You can't have both
May 16, 2006
500 Volumes, 114 Souls
Watching the opening scene of Pride & Prejudice is painful. My vision is blurred. I am sniffing and snuffling. Finally, I hit the PAUSE button, run to the bathroom--Karen and Offspring #3 groan--where I yank a fistful of tissues, honk! blow my nose, and wipe the silvery strings dripping down my cheeks.
The reasons:
1. Well, simply put, it's just so darn good to be back with Jane again, to be in the comforting embrace of a masterful storyteller. After the painful two-hours plus of The New World, gosh, Jane Austen is... home.
2. Karen is sitting right beside me on our little bedroom couch. Pride & Prejudice is the ultimate story of the desperate need for love and marriage in a proper middle class family.There is so much of Karen in Lizzie. There is so much of me in Darcy's desperate love of Lizzie. Karen is sitting right beside me on our little couch and a major part of me just wants to fall to the ground, grab my wife's knees and thank her, thank her, endlessly express my gratitude for loving me,for marrying me, for putting up with me all these years..."
It's finally dawned on me that there's a reason why I find Robert Avreche's "How I Married Karen" series so fascinating: My experience was exactly the opposite of his.
My husband and I met in synagogue, and knew each other for about a year and a half before we started dating. We were friends long before any other possibility had occurred to us. I joke that we got married because we got tired of commuting across Central Park to each other's apartments to stuff envelopes for synagogue mailings.
My husband and I never went through the kind of "interview" that many people do on first dates (and/or on "shidduch" [looking for a marriage partner] dates), because we already knew the answers to the sort of questions that one would ask. And we already knew that we shared interests. Our relationship grew naturally. I cannot tell you how much I recommend this approach to relationships: Instead of looking, specifically, for that special person, just do what you enjoy, and, with any luck, you'll find somone else who enjoys the same things. I've made most of my friends that way, and, in the long run, found my husband that way, too.
On the other hand, I've never had that "struck by lightning" experience in romance that Robert describes so beautifully. "Love at first sight and forever" is just not the way my own life happened to work out. So I guess I'm living that experience vicariously.
Love growing from friendship, or love head-over-heels from the start. Both are wonderful. But you can have only one.
2 Comments:
I think my hubby and I fall somewhere in between - there was definitely "infatuation at first sight" - and we became betrothed (not engaged - a more private covenant) after only knowing each other eight days.
But in the 8 and a half years since then, we've also had the most wonderful friendship. I'm a firm believer that you have to not only love, but also genuinely like, your partner.
Infatuation at first sight plus a life-long love and friendship--that's a wonderful kind of marriage. I guess there are other roads that can take people to the same good place.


* **Problem statement**
In the material below, find the line containing "Can you tell" and the line containing "On a w=1024, h=680 screen, detect human hair.". Output those two lines and all lines between them exactly, without pictures.

* **Records to use**
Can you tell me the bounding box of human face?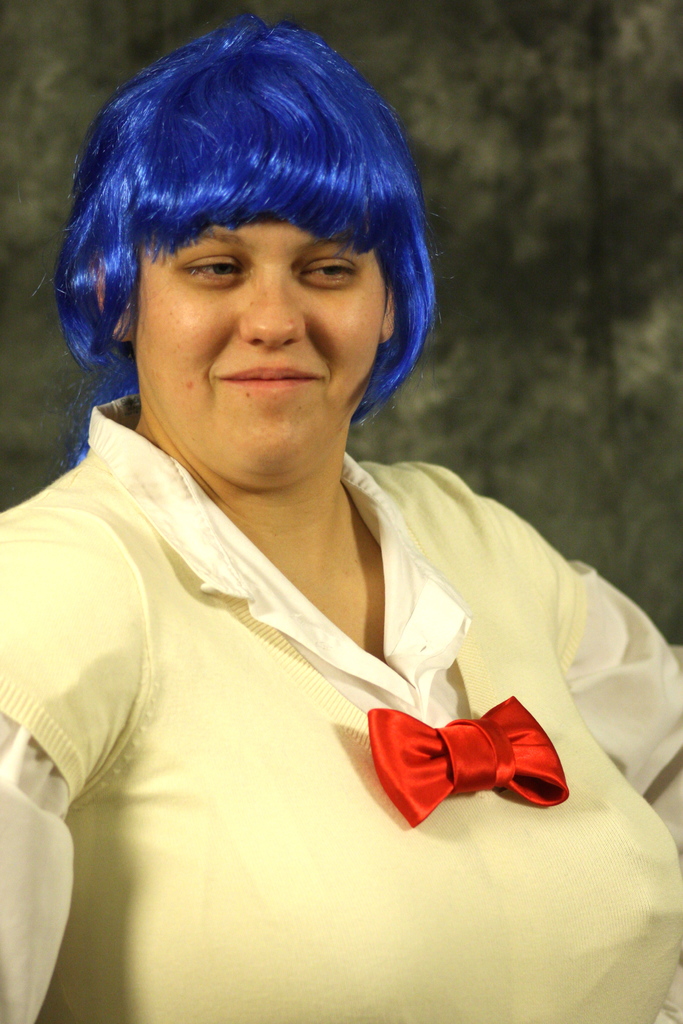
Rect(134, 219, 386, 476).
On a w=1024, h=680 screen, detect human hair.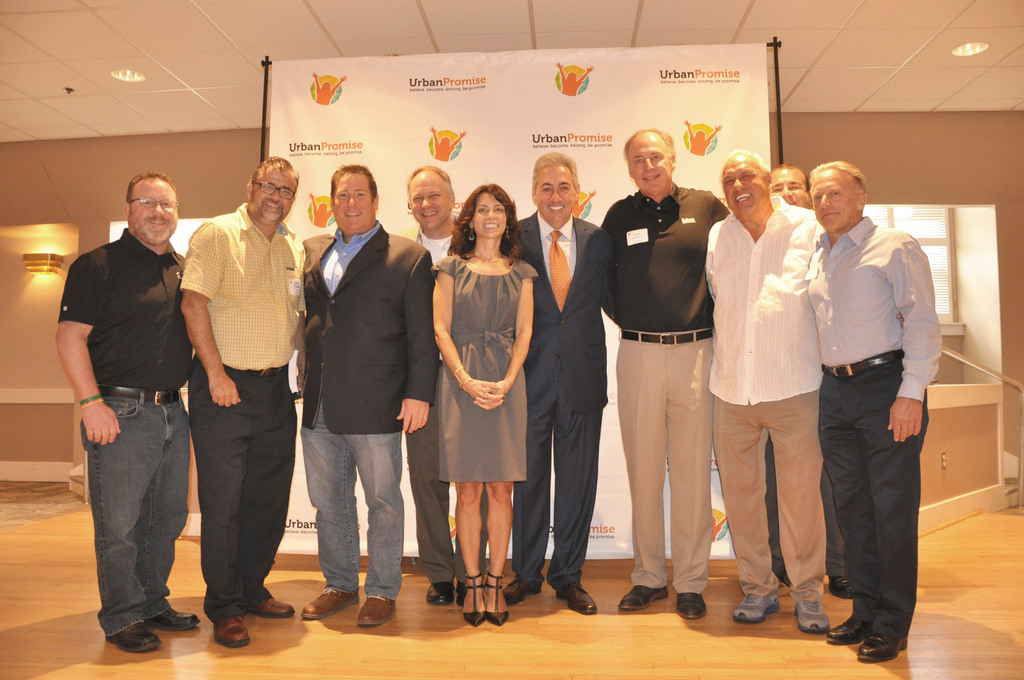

---

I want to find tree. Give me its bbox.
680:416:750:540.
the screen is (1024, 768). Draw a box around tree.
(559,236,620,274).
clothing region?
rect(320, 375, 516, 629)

--

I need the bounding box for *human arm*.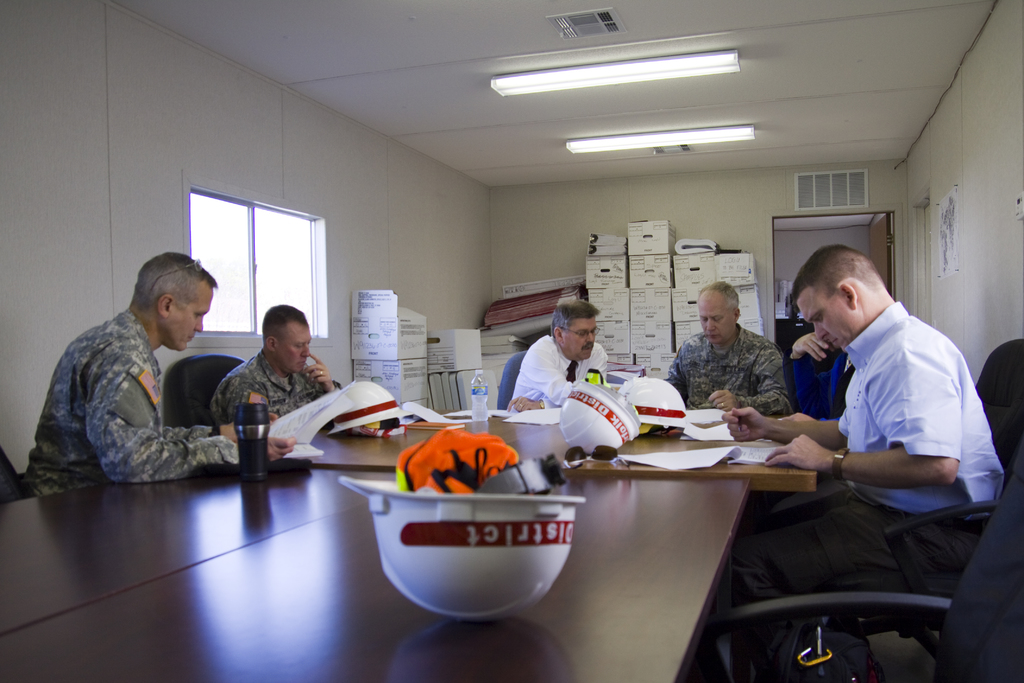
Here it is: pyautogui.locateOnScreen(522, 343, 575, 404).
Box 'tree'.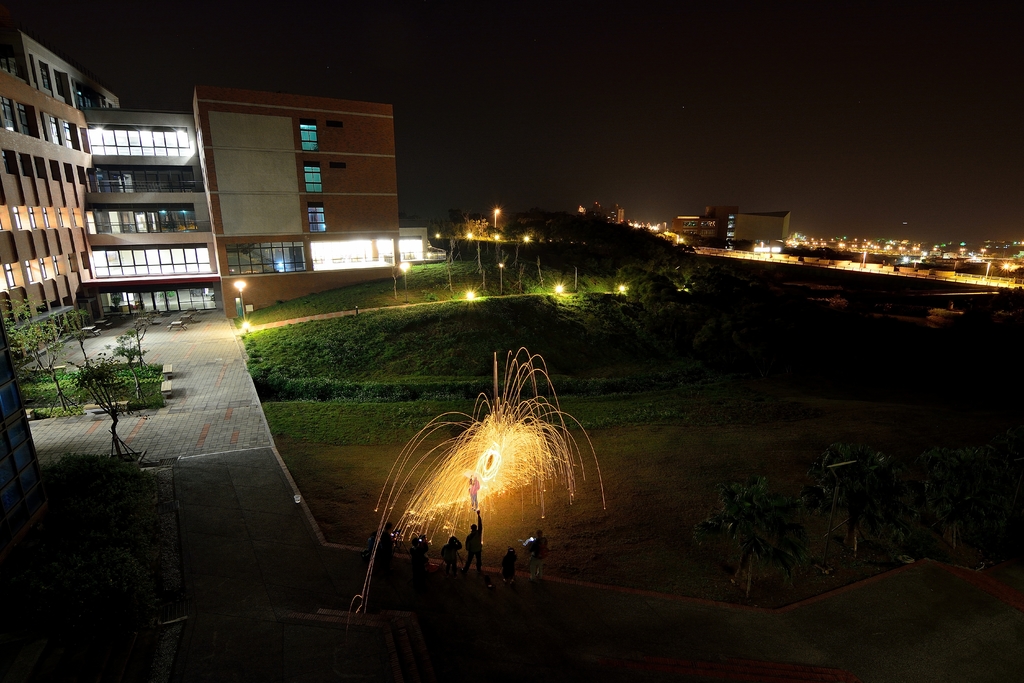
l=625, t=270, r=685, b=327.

* **Answer section**
Can you tell me the bounding box of human face?
Rect(134, 219, 386, 476).
On a w=1024, h=680 screen, detect human hair.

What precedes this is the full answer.